Iconic Ads of the 80s

Pull up your leg warmers, plug in your Walkmen and dust off your Rubik’s Cubes. It’s time for the first in our new blog series that looks at iconic ads from decades gone by. This time, we’ve travelled back to the 1980s – a decade when a Hollywood cowboy actor became president, Michael Jackson made zombies cool, and Band Aid taught us all the true meaning of Christmas. So let’s head to the roller disco and skate through some iconic ads from the ’80s.


Calvin Klein Jeans (1980)

The advert: At the very start of the decade, the Calvin Klein marketing team had a revelation: ‘jeans’ sounds like ‘genes’. Mind blowing!

After the team sat around patting themselves on the back for hours (we assume) they came up with a way of using this intellectual wordplay in an ad campaign. They produced a simple video of model Brooke Shields educating viewers on the science of genes. The twist: she does this whilst pulling herself into a pair of jeans that quite frankly are too small for her.

Getting these jeans on causes Shields considerable effort, and she finishes her science lesson totally out of breath. In a final moment of genius, Shields reveals that ‘Calvins’ are an ‘entirely new species’ of jeans, thanks to their superior genes. They somehow evolved from other jeans, you see.

The legacy: Shortly before launching this campaign, Calvin Klein himself declared: “Jeans are sex. The tighter they are, the better they sell.” And sell they did. In the space of one year, Calvin Klein sold $70 million worth of jeans.

The company continued to release suggestive adverts starring the teenage Shields throughout the ’80s, with her eventually uttering the infamous line: “Want to know what comes between me and my Calvins? Nothing.” You don’t have to be a fashionista to know that tight jeans have been extremely popular ever since.


Milky Way (1989)

The advert: There have been many legendary races in our time: Usain Bolt vs Tyson Gay, Michael Phelps vs some other swimmer, Hoof Hearted vs Shakalakaboomboom. But none of these races have anything on the eternal struggle between The Red Car and The Blue Car. Beginning in 1989, these anthropomorphic vehicles tore through a cartoon caricature of the American South while a faux-country singer narrated their competition.
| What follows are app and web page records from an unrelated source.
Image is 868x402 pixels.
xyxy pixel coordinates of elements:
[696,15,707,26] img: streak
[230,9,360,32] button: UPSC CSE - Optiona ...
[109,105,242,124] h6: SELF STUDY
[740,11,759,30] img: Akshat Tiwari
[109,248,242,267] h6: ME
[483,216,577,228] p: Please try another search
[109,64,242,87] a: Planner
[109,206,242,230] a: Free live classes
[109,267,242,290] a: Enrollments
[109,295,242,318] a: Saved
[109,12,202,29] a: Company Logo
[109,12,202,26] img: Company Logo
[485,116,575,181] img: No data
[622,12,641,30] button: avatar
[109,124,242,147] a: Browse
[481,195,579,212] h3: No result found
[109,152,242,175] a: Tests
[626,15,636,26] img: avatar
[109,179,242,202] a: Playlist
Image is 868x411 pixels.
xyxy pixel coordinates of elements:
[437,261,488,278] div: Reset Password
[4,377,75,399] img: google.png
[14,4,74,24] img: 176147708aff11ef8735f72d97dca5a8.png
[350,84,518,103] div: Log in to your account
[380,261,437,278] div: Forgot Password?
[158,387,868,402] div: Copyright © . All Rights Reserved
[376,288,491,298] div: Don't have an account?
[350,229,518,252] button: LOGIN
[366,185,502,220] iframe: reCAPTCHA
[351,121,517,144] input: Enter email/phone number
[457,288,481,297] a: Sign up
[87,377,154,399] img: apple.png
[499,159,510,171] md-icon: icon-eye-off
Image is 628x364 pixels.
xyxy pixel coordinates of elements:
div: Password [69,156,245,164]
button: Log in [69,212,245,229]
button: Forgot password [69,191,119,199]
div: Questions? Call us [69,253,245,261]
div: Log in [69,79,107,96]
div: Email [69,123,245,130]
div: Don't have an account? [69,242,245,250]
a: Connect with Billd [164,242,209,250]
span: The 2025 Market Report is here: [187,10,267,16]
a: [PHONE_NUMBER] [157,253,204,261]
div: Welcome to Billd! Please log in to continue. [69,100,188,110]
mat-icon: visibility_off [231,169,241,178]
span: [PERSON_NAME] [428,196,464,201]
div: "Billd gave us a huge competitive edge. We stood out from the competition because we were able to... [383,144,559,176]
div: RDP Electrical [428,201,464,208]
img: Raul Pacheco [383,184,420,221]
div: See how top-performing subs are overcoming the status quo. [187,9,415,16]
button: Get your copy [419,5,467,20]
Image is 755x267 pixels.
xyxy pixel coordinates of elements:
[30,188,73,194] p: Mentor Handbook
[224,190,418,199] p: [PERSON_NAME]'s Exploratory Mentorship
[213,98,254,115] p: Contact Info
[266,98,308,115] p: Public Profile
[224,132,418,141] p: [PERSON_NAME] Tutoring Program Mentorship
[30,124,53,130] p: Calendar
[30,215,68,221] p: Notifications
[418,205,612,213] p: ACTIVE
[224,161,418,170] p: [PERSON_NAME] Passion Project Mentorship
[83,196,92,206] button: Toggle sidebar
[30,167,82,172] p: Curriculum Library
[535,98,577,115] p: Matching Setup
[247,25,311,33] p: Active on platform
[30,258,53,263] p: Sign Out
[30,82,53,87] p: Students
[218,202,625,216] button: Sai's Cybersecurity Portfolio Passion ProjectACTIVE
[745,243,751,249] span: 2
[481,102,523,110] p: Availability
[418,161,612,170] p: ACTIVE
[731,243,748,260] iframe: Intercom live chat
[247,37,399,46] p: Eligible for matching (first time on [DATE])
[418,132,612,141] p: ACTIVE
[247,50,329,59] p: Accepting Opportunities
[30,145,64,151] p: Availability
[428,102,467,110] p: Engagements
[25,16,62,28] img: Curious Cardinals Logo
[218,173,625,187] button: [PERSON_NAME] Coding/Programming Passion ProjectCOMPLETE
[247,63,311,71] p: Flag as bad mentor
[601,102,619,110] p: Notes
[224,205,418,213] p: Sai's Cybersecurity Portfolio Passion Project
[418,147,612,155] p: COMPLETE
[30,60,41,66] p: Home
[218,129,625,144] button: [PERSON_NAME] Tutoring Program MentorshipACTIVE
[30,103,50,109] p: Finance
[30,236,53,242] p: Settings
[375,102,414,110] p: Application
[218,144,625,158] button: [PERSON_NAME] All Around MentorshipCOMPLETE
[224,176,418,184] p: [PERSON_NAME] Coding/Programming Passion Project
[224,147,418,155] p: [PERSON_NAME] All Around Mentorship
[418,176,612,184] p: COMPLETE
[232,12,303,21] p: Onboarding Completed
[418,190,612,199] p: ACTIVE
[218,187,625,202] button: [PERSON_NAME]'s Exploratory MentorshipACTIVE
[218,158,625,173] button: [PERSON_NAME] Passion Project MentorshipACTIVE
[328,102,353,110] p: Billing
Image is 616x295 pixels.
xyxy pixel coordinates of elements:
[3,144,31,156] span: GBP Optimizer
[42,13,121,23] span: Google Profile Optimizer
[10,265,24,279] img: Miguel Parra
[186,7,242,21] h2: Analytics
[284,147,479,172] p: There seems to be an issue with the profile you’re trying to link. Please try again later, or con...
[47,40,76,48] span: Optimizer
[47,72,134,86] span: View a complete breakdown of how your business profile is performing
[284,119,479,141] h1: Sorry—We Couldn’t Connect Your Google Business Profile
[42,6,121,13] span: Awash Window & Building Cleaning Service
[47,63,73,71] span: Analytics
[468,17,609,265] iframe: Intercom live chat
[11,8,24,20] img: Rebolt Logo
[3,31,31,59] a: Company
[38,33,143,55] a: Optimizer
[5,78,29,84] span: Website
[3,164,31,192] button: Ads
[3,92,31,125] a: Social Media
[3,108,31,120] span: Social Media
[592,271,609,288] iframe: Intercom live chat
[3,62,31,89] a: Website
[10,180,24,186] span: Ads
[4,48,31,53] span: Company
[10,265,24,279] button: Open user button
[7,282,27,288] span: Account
Naturally the cars grew hungry during their race, and Red, fool that he was, decided to eat everything in sight. This included ‘prickly trees’ – by all accounts a terrible snack. Blue, on the other hand, snacked purely on Milky Way bars, giving him the ability to fly over a broken bridge.
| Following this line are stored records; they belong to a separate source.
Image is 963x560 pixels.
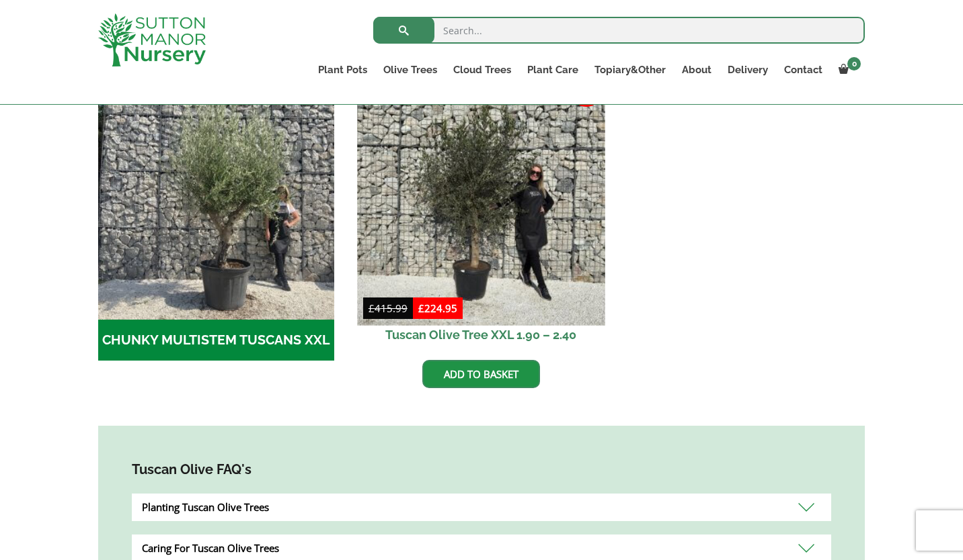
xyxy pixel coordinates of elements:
[363,320,599,350] h2: Tuscan Olive Tree XXL 1.90 – 2.40
[357,78,604,325] img: Tuscan Olive Tree XXL 1.90 - 2.40
[368,302,407,315] bdi: 415.99
[98,84,334,320] img: CHUNKY MULTISTEM TUSCANS XXL
[418,302,457,315] bdi: 224.95
[98,320,334,361] h2: CHUNKY MULTISTEM TUSCANS XXL
[375,60,445,79] a: Olive Trees
[847,57,861,71] span: 0
[586,60,673,79] a: Topiary&Other
[368,302,375,315] span: £
[363,84,599,350] a: Sale! Tuscan Olive Tree XXL 1.90 – 2.40
[132,460,831,481] h4: Tuscan Olive FAQ's
[418,302,425,315] span: £
[98,13,206,67] img: logo
[310,60,375,79] a: Plant Pots
[422,360,539,388] a: Add to basket: “Tuscan Olive Tree XXL 1.90 - 2.40”
[776,60,830,79] a: Contact
[830,60,865,79] a: 0
[98,84,334,360] a: Visit product category CHUNKY MULTISTEM TUSCANS XXL
[445,60,519,79] a: Cloud Trees
[719,60,776,79] a: Delivery
[132,494,831,522] div: Planting Tuscan Olive Trees
[519,60,586,79] a: Plant Care
[373,17,865,44] input: Search...
[673,60,719,79] a: About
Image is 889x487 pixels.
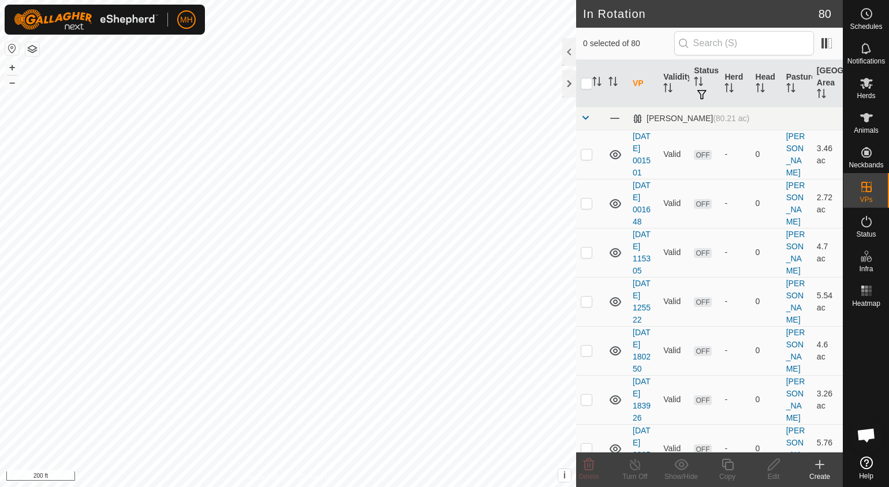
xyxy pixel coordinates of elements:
[690,60,720,107] th: Status
[583,38,675,50] span: 0 selected of 80
[559,470,571,482] button: i
[751,228,782,277] td: 0
[694,248,712,258] span: OFF
[751,425,782,474] td: 0
[25,42,39,56] button: Map Layers
[5,76,19,90] button: –
[694,297,712,307] span: OFF
[694,150,712,160] span: OFF
[751,326,782,375] td: 0
[659,60,690,107] th: Validity
[725,198,746,210] div: -
[633,181,651,226] a: [DATE] 001648
[756,85,765,94] p-sorticon: Activate to sort
[593,79,602,88] p-sorticon: Activate to sort
[659,425,690,474] td: Valid
[751,375,782,425] td: 0
[797,472,843,482] div: Create
[751,179,782,228] td: 0
[583,7,819,21] h2: In Rotation
[857,92,876,99] span: Herds
[787,85,796,94] p-sorticon: Activate to sort
[848,58,885,65] span: Notifications
[633,230,651,276] a: [DATE] 115305
[5,42,19,55] button: Reset Map
[658,472,705,482] div: Show/Hide
[628,60,659,107] th: VP
[787,426,806,472] a: [PERSON_NAME]
[612,472,658,482] div: Turn Off
[859,266,873,273] span: Infra
[720,60,751,107] th: Herd
[5,61,19,75] button: +
[725,345,746,357] div: -
[813,130,843,179] td: 3.46 ac
[813,425,843,474] td: 5.76 ac
[694,445,712,455] span: OFF
[705,472,751,482] div: Copy
[854,127,879,134] span: Animals
[787,230,806,276] a: [PERSON_NAME]
[850,418,884,453] div: Open chat
[564,471,566,481] span: i
[664,85,673,94] p-sorticon: Activate to sort
[819,5,832,23] span: 80
[859,473,874,480] span: Help
[633,132,651,177] a: [DATE] 001501
[609,79,618,88] p-sorticon: Activate to sort
[725,443,746,455] div: -
[751,130,782,179] td: 0
[633,328,651,374] a: [DATE] 180250
[813,179,843,228] td: 2.72 ac
[675,31,814,55] input: Search (S)
[694,199,712,209] span: OFF
[787,132,806,177] a: [PERSON_NAME]
[782,60,813,107] th: Pasture
[659,228,690,277] td: Valid
[860,196,873,203] span: VPs
[14,9,158,30] img: Gallagher Logo
[633,377,651,423] a: [DATE] 183926
[694,79,703,88] p-sorticon: Activate to sort
[713,114,750,123] span: (80.21 ac)
[694,347,712,356] span: OFF
[300,472,334,483] a: Contact Us
[844,452,889,485] a: Help
[813,375,843,425] td: 3.26 ac
[579,473,600,481] span: Delete
[850,23,883,30] span: Schedules
[659,130,690,179] td: Valid
[813,228,843,277] td: 4.7 ac
[725,148,746,161] div: -
[857,231,876,238] span: Status
[633,114,750,124] div: [PERSON_NAME]
[725,296,746,308] div: -
[813,326,843,375] td: 4.6 ac
[659,326,690,375] td: Valid
[725,247,746,259] div: -
[725,85,734,94] p-sorticon: Activate to sort
[694,396,712,405] span: OFF
[787,377,806,423] a: [PERSON_NAME]
[751,472,797,482] div: Edit
[180,14,193,26] span: MH
[633,279,651,325] a: [DATE] 125522
[787,181,806,226] a: [PERSON_NAME]
[633,426,651,472] a: [DATE] 080549
[659,179,690,228] td: Valid
[243,472,286,483] a: Privacy Policy
[787,279,806,325] a: [PERSON_NAME]
[813,277,843,326] td: 5.54 ac
[659,375,690,425] td: Valid
[849,162,884,169] span: Neckbands
[751,60,782,107] th: Head
[813,60,843,107] th: [GEOGRAPHIC_DATA] Area
[853,300,881,307] span: Heatmap
[659,277,690,326] td: Valid
[751,277,782,326] td: 0
[787,328,806,374] a: [PERSON_NAME]
[725,394,746,406] div: -
[817,91,827,100] p-sorticon: Activate to sort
The legacy: Twenty years later, this advert returned to our screens with nearly no changes at all. And Red, once again, made the stupid decision of choosing trees over Milky Ways. When will he ever learn?
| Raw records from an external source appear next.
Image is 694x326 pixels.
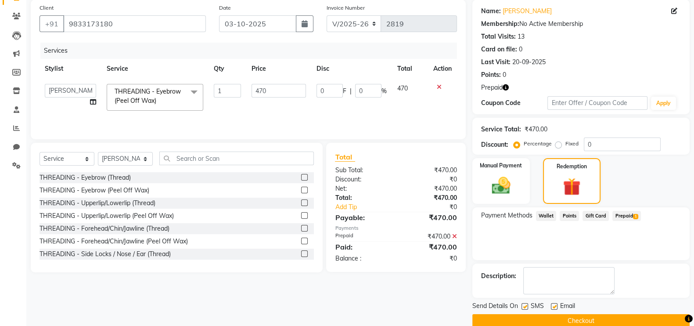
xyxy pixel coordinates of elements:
[531,301,544,312] span: SMS
[396,241,464,252] div: ₹470.00
[246,59,312,79] th: Price
[472,301,518,312] span: Send Details On
[350,86,352,96] span: |
[159,151,314,165] input: Search or Scan
[481,140,508,149] div: Discount:
[560,301,575,312] span: Email
[525,125,547,134] div: ₹470.00
[328,212,396,223] div: Payable:
[40,43,464,59] div: Services
[328,241,396,252] div: Paid:
[40,4,54,12] label: Client
[651,97,676,110] button: Apply
[481,83,503,92] span: Prepaid
[219,4,231,12] label: Date
[481,98,548,108] div: Coupon Code
[397,84,408,92] span: 470
[396,254,464,263] div: ₹0
[519,45,522,54] div: 0
[328,254,396,263] div: Balance :
[481,19,519,29] div: Membership:
[115,87,181,104] span: THREADING - Eyebrow (Peel Off Wax)
[63,15,206,32] input: Search by Name/Mobile/Email/Code
[481,211,532,220] span: Payment Methods
[392,59,428,79] th: Total
[381,86,387,96] span: %
[327,4,365,12] label: Invoice Number
[101,59,209,79] th: Service
[396,175,464,184] div: ₹0
[335,152,355,162] span: Total
[633,214,638,219] span: 1
[503,70,506,79] div: 0
[560,211,579,221] span: Points
[481,125,521,134] div: Service Total:
[481,32,516,41] div: Total Visits:
[503,7,552,16] a: [PERSON_NAME]
[335,224,457,232] div: Payments
[480,162,522,169] label: Manual Payment
[40,15,64,32] button: +91
[311,59,392,79] th: Disc
[582,211,609,221] span: Gift Card
[40,173,131,182] div: THREADING - Eyebrow (Thread)
[396,232,464,241] div: ₹470.00
[486,175,516,196] img: _cash.svg
[40,59,101,79] th: Stylist
[557,162,587,170] label: Redemption
[565,140,579,147] label: Fixed
[481,7,501,16] div: Name:
[343,86,346,96] span: F
[512,58,546,67] div: 20-09-2025
[536,211,557,221] span: Wallet
[328,175,396,184] div: Discount:
[524,140,552,147] label: Percentage
[328,232,396,241] div: Prepaid
[396,193,464,202] div: ₹470.00
[328,193,396,202] div: Total:
[40,186,149,195] div: THREADING - Eyebrow (Peel Off Wax)
[407,202,464,212] div: ₹0
[328,184,396,193] div: Net:
[481,58,511,67] div: Last Visit:
[547,96,647,110] input: Enter Offer / Coupon Code
[396,212,464,223] div: ₹470.00
[209,59,246,79] th: Qty
[156,97,160,104] a: x
[612,211,641,221] span: Prepaid
[40,249,171,259] div: THREADING - Side Locks / Nose / Ear (Thread)
[481,70,501,79] div: Points:
[40,224,169,233] div: THREADING - Forehead/Chin/Jawline (Thread)
[328,165,396,175] div: Sub Total:
[428,59,457,79] th: Action
[481,271,516,280] div: Description:
[328,202,407,212] a: Add Tip
[481,45,517,54] div: Card on file:
[396,165,464,175] div: ₹470.00
[518,32,525,41] div: 13
[40,198,155,208] div: THREADING - Upperlip/Lowerlip (Thread)
[40,211,174,220] div: THREADING - Upperlip/Lowerlip (Peel Off Wax)
[557,176,586,198] img: _gift.svg
[40,237,188,246] div: THREADING - Forehead/Chin/Jawline (Peel Off Wax)
[396,184,464,193] div: ₹470.00
[481,19,681,29] div: No Active Membership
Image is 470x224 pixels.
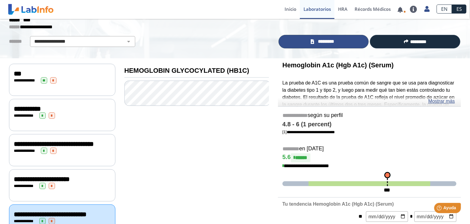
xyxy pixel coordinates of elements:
[417,201,464,217] iframe: Help widget launcher
[415,211,457,222] input: mm/dd/yyyy
[366,211,408,222] input: mm/dd/yyyy
[283,146,457,152] h5: en [DATE]
[338,6,348,12] span: HRA
[124,67,250,74] b: HEMOGLOBIN GLYCOCYLATED (HB1C)
[283,112,457,119] h5: según su perfil
[283,201,394,207] b: Tu tendencia Hemoglobin A1c (Hgb A1c) (Serum)
[437,5,452,14] a: EN
[428,98,455,105] a: Mostrar más
[283,153,457,162] h4: 5.6
[283,121,457,128] h4: 4.8 - 6 (1 percent)
[452,5,467,14] a: ES
[283,130,335,134] a: [1]
[283,61,394,69] b: Hemoglobin A1c (Hgb A1c) (Serum)
[283,79,457,137] p: La prueba de A1C es una prueba común de sangre que se usa para diagnosticar la diabetes tipo 1 y ...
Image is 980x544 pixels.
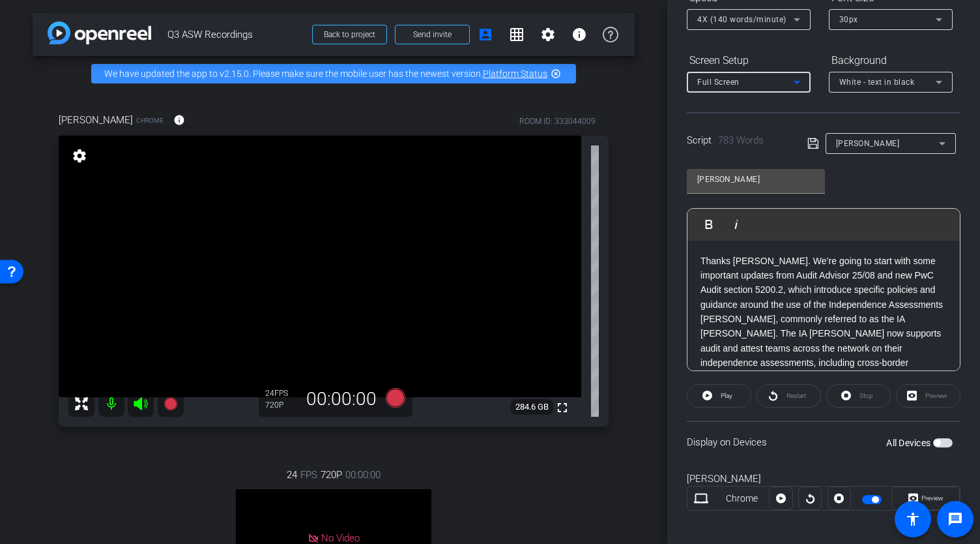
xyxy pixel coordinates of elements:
div: Script [687,133,789,148]
label: All Devices [887,436,933,449]
span: Full Screen [698,78,740,87]
mat-icon: settings [540,27,556,43]
mat-icon: accessibility [905,511,921,527]
span: 4X (140 words/minute) [698,15,787,24]
mat-icon: fullscreen [555,400,570,416]
mat-icon: account_box [478,27,493,43]
div: 00:00:00 [298,388,385,410]
mat-icon: info [571,27,587,43]
mat-icon: highlight_off [551,69,561,79]
div: Chrome [715,492,770,506]
span: [PERSON_NAME] [836,139,900,148]
span: FPS [301,468,317,481]
div: Display on Devices [687,420,961,463]
div: [PERSON_NAME] [687,471,961,486]
button: Send invite [395,25,470,45]
span: 783 Words [718,135,764,146]
button: Preview [891,486,960,510]
span: Preview [922,494,944,501]
span: Send invite [413,30,452,40]
span: Back to project [324,30,376,39]
mat-icon: grid_on [509,27,525,43]
mat-icon: message [948,511,964,527]
span: 24 [287,468,297,481]
mat-icon: settings [71,148,89,163]
p: Thanks [PERSON_NAME]. We’re going to start with some important updates from Audit Advisor 25/08 a... [700,253,947,385]
input: Title [698,172,814,187]
a: Platform Status [483,69,547,79]
div: ROOM ID: 333044009 [519,115,595,127]
button: Italic (Ctrl+I) [724,212,749,237]
span: 720P [321,468,342,481]
div: Background [829,49,953,71]
span: 284.6 GB [511,399,554,415]
span: White - text in black [839,78,915,87]
span: 30px [839,15,858,24]
button: Play [687,384,751,407]
span: Q3 ASW Recordings [168,21,304,47]
button: Back to project [312,25,387,45]
mat-icon: info [173,114,185,126]
span: Chrome [136,115,163,125]
div: 720P [265,400,298,410]
span: No Video [321,532,360,543]
div: 24 [265,388,298,398]
button: Bold (Ctrl+B) [697,212,722,237]
img: app-logo [47,21,151,45]
span: FPS [275,389,288,398]
span: Play [721,392,733,399]
div: Screen Setup [687,49,811,71]
span: 00:00:00 [345,468,380,481]
div: We have updated the app to v2.15.0. Please make sure the mobile user has the newest version. [91,64,576,83]
span: [PERSON_NAME] [58,113,133,127]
The logic behind bringing this advert back was that it would prove to young chocolate fans that Milky Way was a long-loved, established brand. The logic behind the decision to show Milky Way bars as healthier than trucks and trees remains unknown. The number of forests saved after hungry viewers made the switch from snack trees to Milky Ways is also unknwon.


Levis (1985)

The advert: This is the one you’ve been waiting for. As we know from the mouth of Calvin Klein himself, jeans are sex. But it was still a surprise when Levis advertised their trousers by having model Nick Kamen take his off…

In the ad, Kamen enters a laundrette and fellow patrons can somehow sense something is going to happen. As he stands in front of a washing machine, a mother pulls away her two boys, as if she knows what Kamen is about to do. Maybe he’s a regular there. He fills the machine with stones (to ‘stonewash’ the jeans), then he takes off his shirt and puts it in the machine. Behind him (in perhaps the most ’80s moment of any advertisement) a woman removes the blue and red 3D glasses she was using to read a magazine and ogles Kamen’s loose-fitting white boxers.

The graphic ‘The Original Shrink to Fit Jeans’ comes up at the end. A clear dig at Calvins.

The legacy: The advert commonly reaches the top of the Best Advert of All Time polls. People enjoyed singing ‘I Heard It Through the Grapevine’ every time they took off their jeans for a while. Levis continued to charge a ridiculous amount for their clothing.


1980s ads in a nutshell

As we’ve seen, adverts from the 1980s fall into one of two camps: super-sexualized clips for adults or animated fun for kids. Cartoon or carnal – adverts were eye candy, whether or not they were actually advertising sugary snacks.